NYU Furman Center Comments on Affirmatively Furthering Fair Housing

Research & Policy | October 15th 2018

Furman Center Logo over buildings

The NYU Furman Center submitted comments in response to HUD’s Advance Notice of Proposed Rulemaking for the Affirmatively Furthering Fair Housing (AFFH) rule. HUD is considering replacing the AFFH Final Rule despite the early evidence suggesting the new approach was working. This post excerpts and summarizes the key points of our comment, which urges HUD to improve upon the current approach rather than returning to approaches that have indisputably failed. Read the full NYU Furman Center comment submitted to HUD here.

Since the Fair Housing Act (FHA) was enacted in 1968, racial integration has been slow and inconsistent, despite the law’s requirement that HUD administer its programs “in a manner affirmatively to further” the purposes of the FHA. As recently as 2010, black and white people rarely shared neighborhoods. And despite the rapid increase of Hispanic and Asian populations, these groups remain largely segregated from white people. Here in New York, the interactions of segregation and poverty mirror the disparities nationwide; across America, high poverty neighborhoods are disproportionately populated by racial and ethnic minorities.

Multiple studies have shown that segregation causes significant harm. Merely attending school in a racially-isolated, high-poverty neighborhood reduces a black student’s verbal ability—a powerful indicator of future life outcomes—as significantly as if that student missed an entire year of school. In hyper-segregated areas, black residents are exposed to higher levels of violent crimes, which has been shown to have detrimental effects on children’s performance in school. Living in a highly-segregated, high-poverty neighborhood is associated with lower life expectancy and a sharp increase in greater health risks like infant mortality.

Yet despite this ample body of evidence, HUD justified its intent to suspend the AFFH rule in part on a recent Harvard study that found “robust evidence that children who moved to lower-poverty areas when they were young (below age 13) are more likely to attend college and have substantially higher incomes as adults,” but did not find that effect for children who moved when they were 13 or older.  Far from justifying backtracking on fair housing, the study’s conclusions support even more vigorous efforts to ensure that every community provides fair housing to give all children the chance to grow up in neighborhoods that improve their life prospects.

Starting in the 1990s HUD attempted to specify more clearly what jurisdictions and public housing authorities receiving federal funds must do to comply with their duty to affirmatively further fair housing. Specifically, jurisdictions were required to prepare an “Analysis of Impediments to Fair Housing Choice” (AI) and take appropriate actions to overcome the effects of any impediments. Ultimately, these attempts to regulate and enforce the AFFH provision were criticized for design flaws and weak enforcement that signaled to communities that they could neglect fair housing.

Responding to the inadequacies in the AI process, in 2015 HUD promulgated a rule that created the Assessment of Fair Housing (AFH) process, a “collaborative federal mandate, requiring states and localities to create their own unique fair housing plans.”  Contrary to HUD’s claims that the new system has failed, early evidence from researchers at MIT and the NYU Furman Center found improvements over the prior AI regime in several key areas.  The decision to abandon a new, but apparently improved, system after just two years of experience, and revert to a process known to be deeply flawed defies common sense.

Additionally, HUD’s notice signaled its intent to focus fair housing efforts on encouraging “actions that increase housing choice, including through greater housing supply.” Increasing housing supply is surely a laudable goal, but there is no guarantee that the additional supply will lead to fair housing—housing free from discrimination and segregation—as the affirmatively further fair housing mandate requires.  Further, HUD has a long history of failed efforts to encourage state and local governments to allow increased housing supply, and without specific and concrete plans about how to improve upon those failures, that focus is once again unlikely to result in fair housing.

After decades of ineffective enforcement of the fair housing mandate, the pernicious effects of segregation remain widespread in American cities, at an enormous social cost and in disregard of the Fair Housing Act. The early evidence shows that the AFFH rule made positive steps by introducing accountability and requiring grounded, localized analysis of factors contributing to segregation, expansive community engagement, and specific goals and strategies about of how to achieve fair housing.  Rather than returning to systems that proved to be ineffective over many years, HUD should work to improve upon the progress the AFFH rule made.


**Work to complete**: If a line in the records below contains the word "point", return that line.

**Input**:
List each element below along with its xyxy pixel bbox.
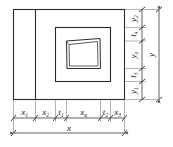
middle-rectangle [56, 28, 111, 82]
engineering-drawing-figure: x1 x2 t1 xa t2 x3 x [0, 0, 173, 147]
overall-dimension-label-x: x [66, 123, 71, 133]
dimension-label-t4: t4 [128, 31, 139, 37]
dimension-label-t3: t3 [128, 72, 139, 78]
dimension-label-x2: x2 [41, 107, 49, 118]
dimension-label-x3: x3 [113, 107, 121, 118]
dimension-label-t2: t2 [103, 107, 109, 118]
right-dimension-chain: y2 t4 ya t3 y1 y [125, 7, 163, 102]
dimension-label-y1: y1 [128, 87, 139, 95]
inner-quadrilateral-inner [69, 42, 98, 67]
section-geometry [14, 10, 125, 100]
drawing-canvas: x1 x2 t1 xa t2 x3 x [0, 0, 173, 147]
dimension-label-ya: ya [128, 51, 139, 59]
dimension-label-x1: x1 [20, 107, 28, 118]
dimension-label-xa: xa [79, 107, 87, 118]
dimension-label-t1: t1 [58, 107, 64, 118]
overall-dimension-label-y: y [146, 53, 156, 58]
dimension-label-y2: y2 [128, 15, 139, 23]
bottom-dimension-chain: x1 x2 t1 xa t2 x3 x [11, 100, 127, 137]
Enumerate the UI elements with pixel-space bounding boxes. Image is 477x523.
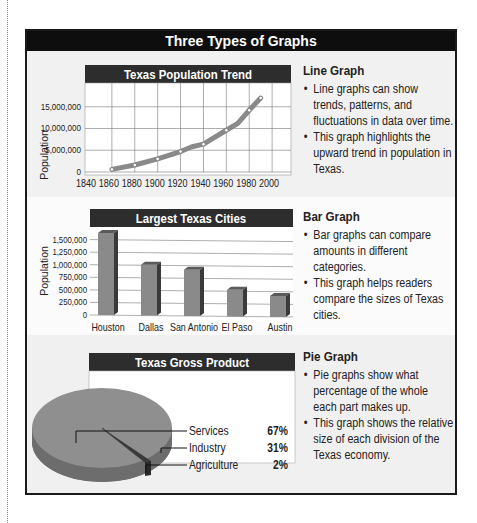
pie-graph-description: Pie Graph Pie graphs show what percentag… <box>303 349 454 463</box>
line-chart-y-tick: 5,000,000 <box>45 145 81 156</box>
line-graph-heading: Line Graph <box>303 63 454 79</box>
bar-chart: Largest Texas Cities 0250,000500,000750,… <box>27 197 299 335</box>
bar-chart-y-tick: 500,000 <box>59 284 87 295</box>
bar-chart-y-tick: 1,250,000 <box>52 246 87 257</box>
line-chart-data-point <box>225 128 229 132</box>
line-chart: Texas Population Trend 05,000,00010,000,… <box>27 51 299 197</box>
bar-graph-description: Bar Graph Bar graphs can compare amounts… <box>303 209 454 323</box>
bar-graph-section: Largest Texas Cities 0250,000500,000750,… <box>27 197 455 335</box>
line-chart-data-point <box>179 150 183 154</box>
pie-chart: Texas Gross Product Services67%Industry3… <box>27 335 299 493</box>
bar-chart-y-tick: 750,000 <box>59 272 87 283</box>
line-chart-x-tick: 1980 <box>236 177 256 189</box>
line-graph-description: Line Graph Line graphs can show trends, … <box>303 63 454 177</box>
bar-chart-y-tick: 1,000,000 <box>52 259 87 270</box>
bar-chart-y-tick: 0 <box>83 309 87 320</box>
line-graph-bullet: This graph highlights the upward trend i… <box>303 129 454 177</box>
pie-legend-label: Agriculture <box>189 458 238 471</box>
page-title: Three Types of Graphs <box>27 31 455 51</box>
line-graph-section: Texas Population Trend 05,000,00010,000,… <box>27 51 455 197</box>
bar-graph-heading: Bar Graph <box>303 209 454 225</box>
line-chart-x-tick: 1880 <box>122 177 142 189</box>
line-chart-title: Texas Population Trend <box>124 67 252 82</box>
line-chart-x-tick: 1940 <box>190 177 210 189</box>
bar <box>141 265 157 316</box>
bar-chart-y-axis-label: Population <box>38 246 50 296</box>
page-margin-dotted-line <box>7 0 8 523</box>
pie-chart-title: Texas Gross Product <box>135 355 249 370</box>
pie-legend-label: Industry <box>189 441 226 454</box>
line-chart-y-tick: 15,000,000 <box>41 101 81 112</box>
bar-chart-y-tick: 1,500,000 <box>52 234 87 245</box>
bar <box>184 270 200 316</box>
line-graph-bullet: Line graphs can show trends, patterns, a… <box>303 81 454 129</box>
line-chart-data-point <box>259 96 263 100</box>
line-chart-x-tick: 2000 <box>259 177 279 189</box>
bar-chart-x-tick: El Paso <box>222 321 253 333</box>
pie-legend-value: 31% <box>267 441 288 454</box>
line-chart-data-point <box>156 157 160 161</box>
bar-chart-title: Largest Texas Cities <box>136 211 247 226</box>
line-chart-x-tick: 1960 <box>213 177 233 189</box>
graphs-panel: Three Types of Graphs Texas Population T… <box>25 29 457 495</box>
pie-graph-bullet: Pie graphs show what percentage of the w… <box>303 367 454 415</box>
line-chart-data-point <box>133 163 137 167</box>
pie-legend-label: Services <box>189 424 229 437</box>
line-chart-x-tick: 1860 <box>99 177 119 189</box>
bar-graph-bullet: Bar graphs can compare amounts in differ… <box>303 227 454 275</box>
line-chart-data-point <box>110 168 114 172</box>
bar-chart-x-tick: Austin <box>268 321 293 333</box>
line-chart-x-tick: 1900 <box>145 177 165 189</box>
line-chart-x-tick: 1840 <box>76 177 96 189</box>
line-chart-y-axis-label: Population <box>38 130 50 180</box>
bar-chart-x-tick: San Antonio <box>170 321 218 333</box>
pie-graph-section: Texas Gross Product Services67%Industry3… <box>27 335 455 493</box>
line-chart-data-point <box>247 108 251 112</box>
line-chart-data-point <box>202 142 206 146</box>
bar-chart-x-tick: Houston <box>91 321 124 333</box>
pie-legend-value: 2% <box>273 458 288 471</box>
line-chart-x-tick: 1920 <box>168 177 188 189</box>
bar-chart-y-tick: 250,000 <box>59 297 87 308</box>
line-chart-y-tick: 0 <box>77 166 82 177</box>
pie-legend-value: 67% <box>267 424 288 437</box>
bar-chart-x-tick: Dallas <box>139 321 164 333</box>
bar-graph-bullet: This graph helps readers compare the siz… <box>303 275 454 323</box>
bar <box>98 233 114 315</box>
pie-graph-bullet: This graph shows the relative size of ea… <box>303 415 454 463</box>
pie-graph-heading: Pie Graph <box>303 349 454 365</box>
bar <box>227 290 243 317</box>
bar <box>270 296 286 317</box>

**Result of the task**:
line-chart-data-point <box>225 128 229 132</box>
line-chart-data-point <box>179 150 183 154</box>
line-chart-data-point <box>259 96 263 100</box>
line-chart-data-point <box>156 157 160 161</box>
line-chart-data-point <box>133 163 137 167</box>
line-chart-data-point <box>110 168 114 172</box>
line-chart-data-point <box>247 108 251 112</box>
line-chart-data-point <box>202 142 206 146</box>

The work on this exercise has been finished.